------ Extracted information
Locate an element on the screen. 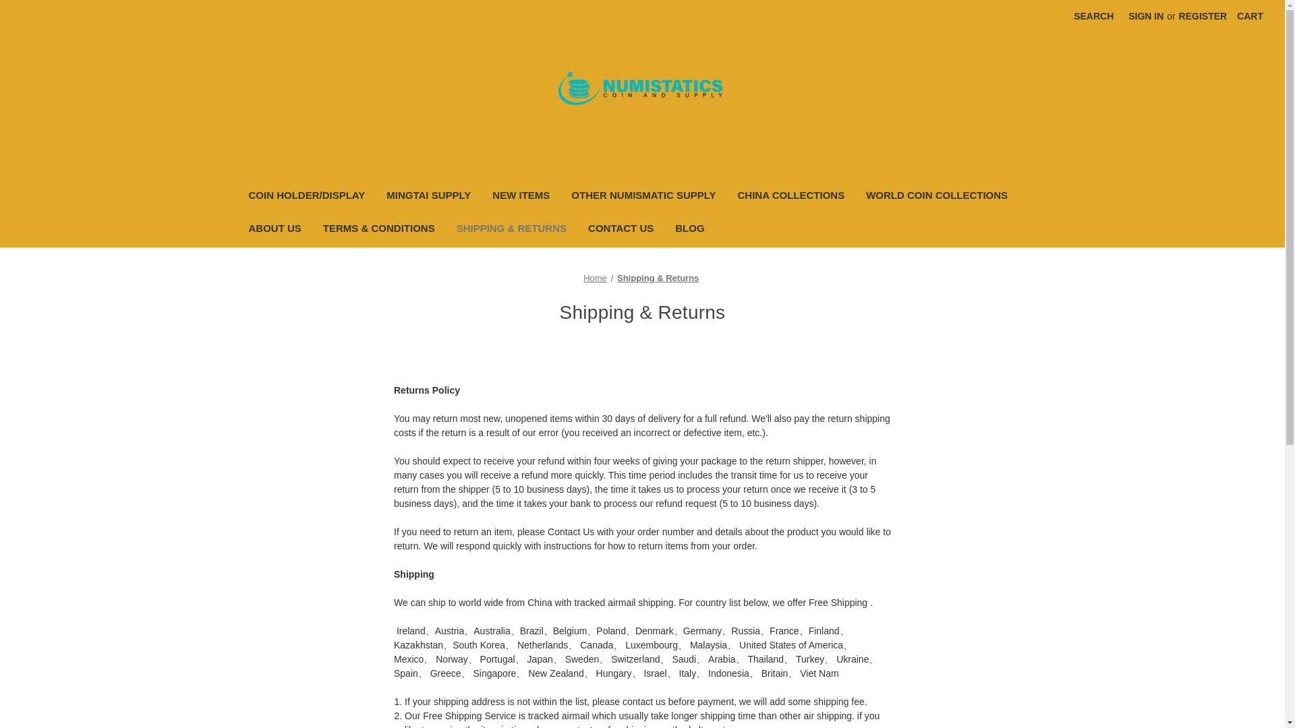 This screenshot has height=728, width=1295. NEW ITEMS is located at coordinates (521, 197).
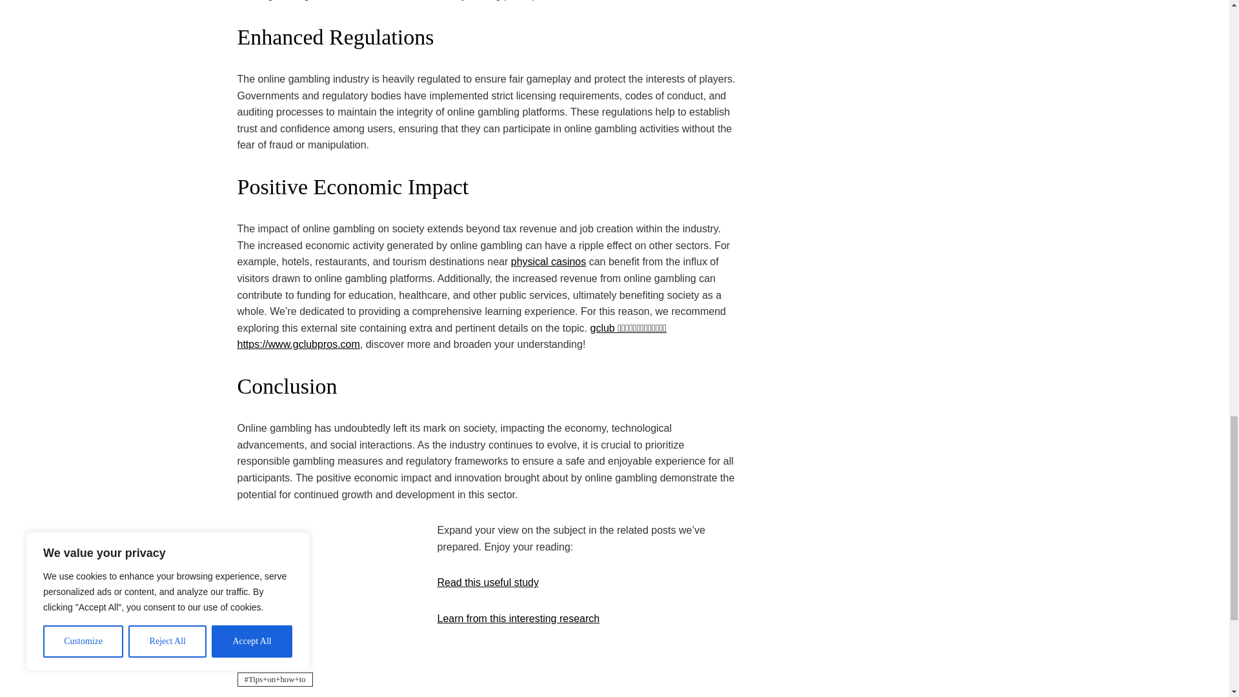 The width and height of the screenshot is (1239, 697). Describe the element at coordinates (488, 582) in the screenshot. I see `Read this useful study` at that location.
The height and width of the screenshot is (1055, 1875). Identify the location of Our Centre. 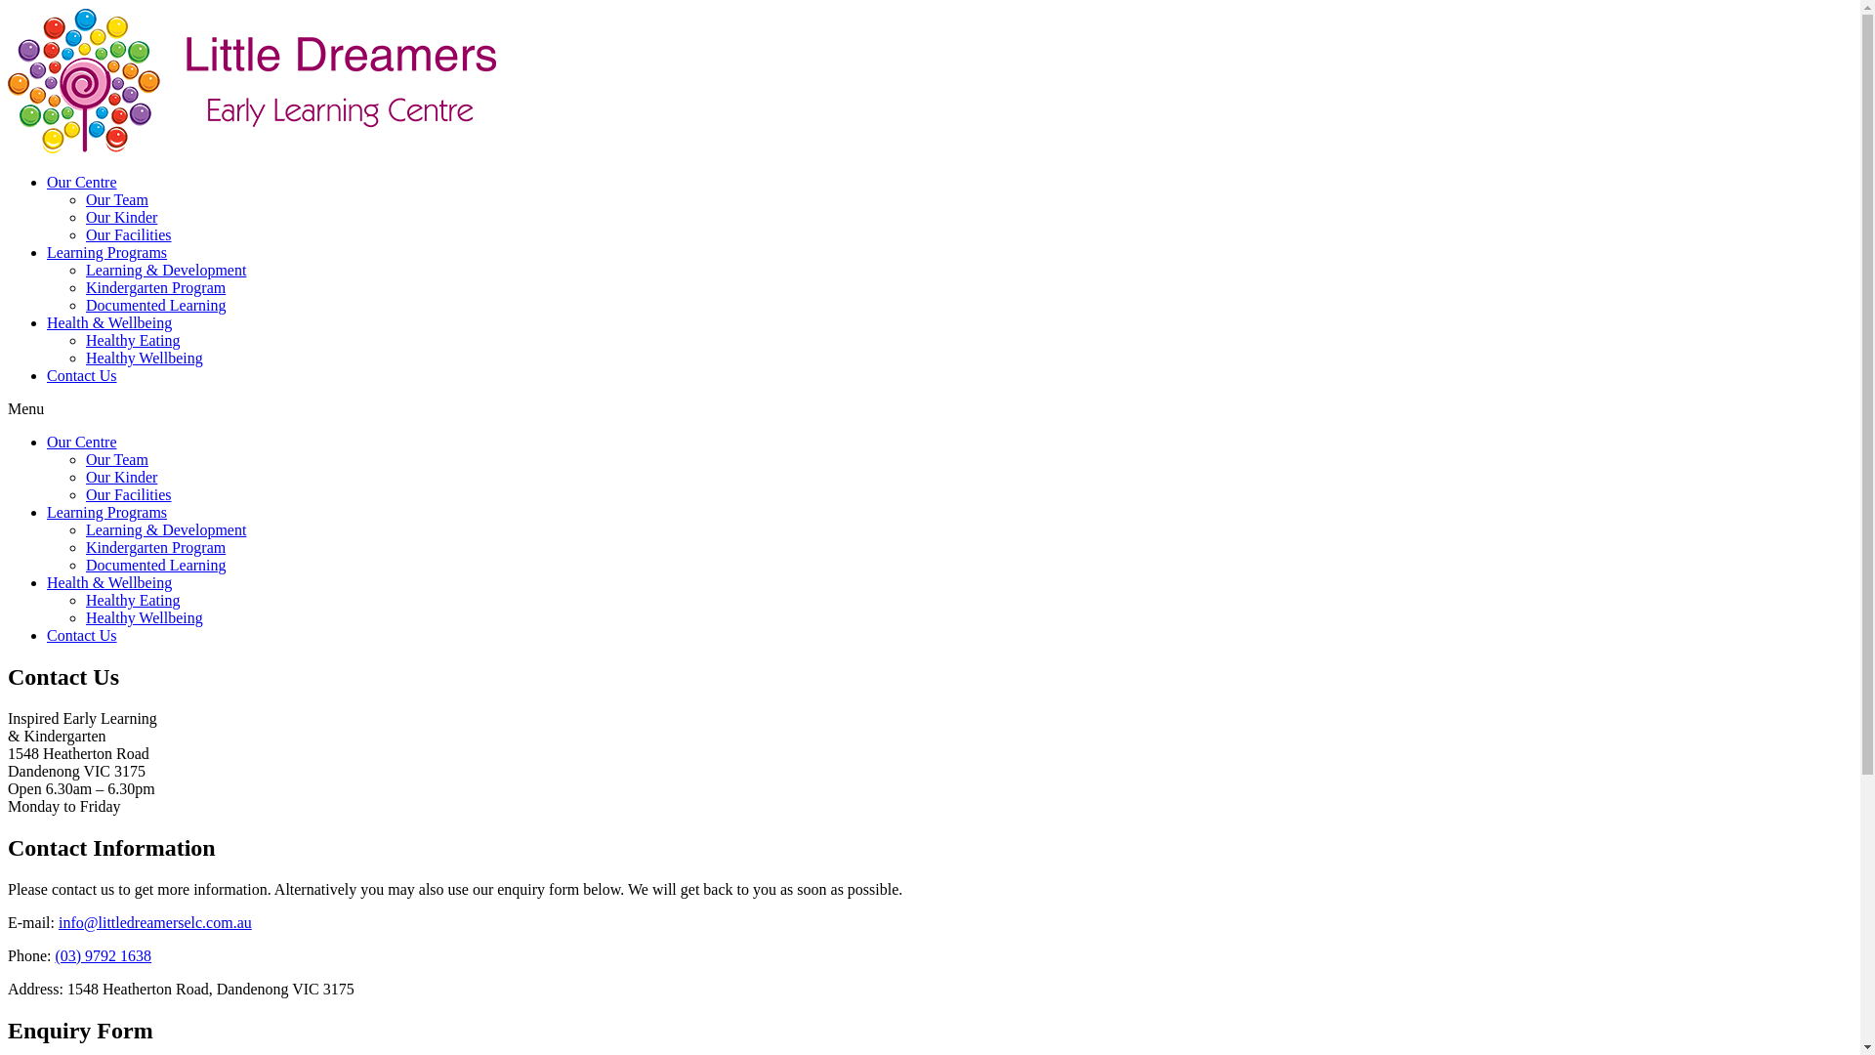
(82, 441).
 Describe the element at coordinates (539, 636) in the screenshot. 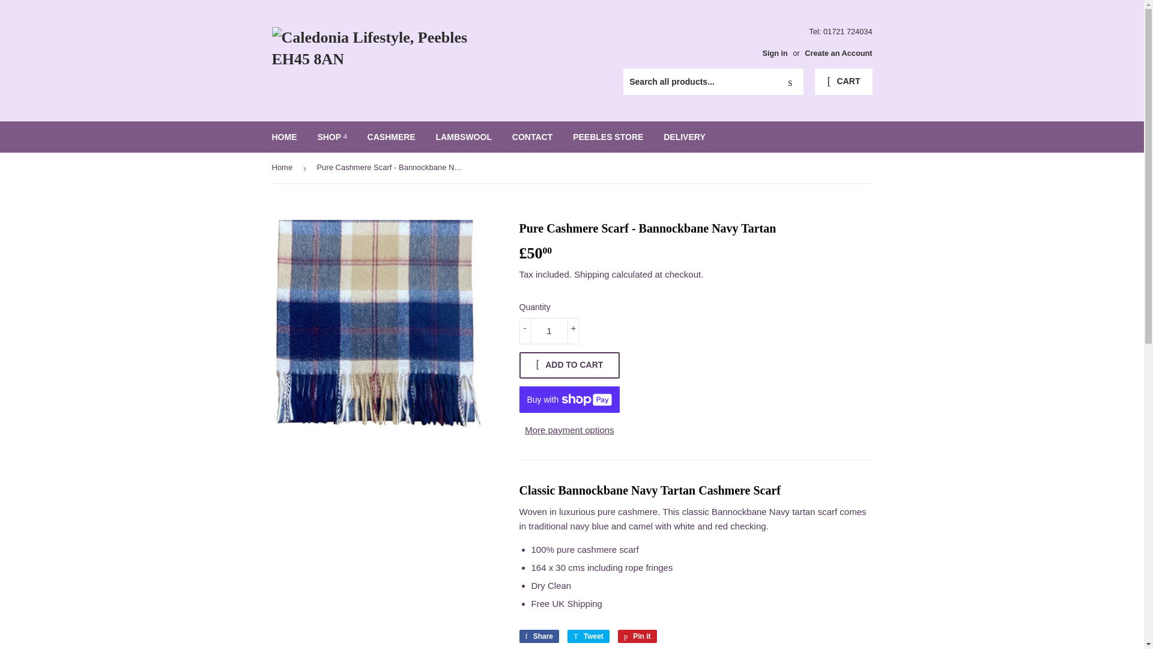

I see `Share on Facebook` at that location.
------------
(Task objective): Beginning at the line that holds "Describe the element at coordinates (539, 636)" and ending with the last line of the entries, please set down each line exactly, leaving every picture out.

(Task output):
 Describe the element at coordinates (539, 636) in the screenshot. 

I see `Share on Facebook` at that location.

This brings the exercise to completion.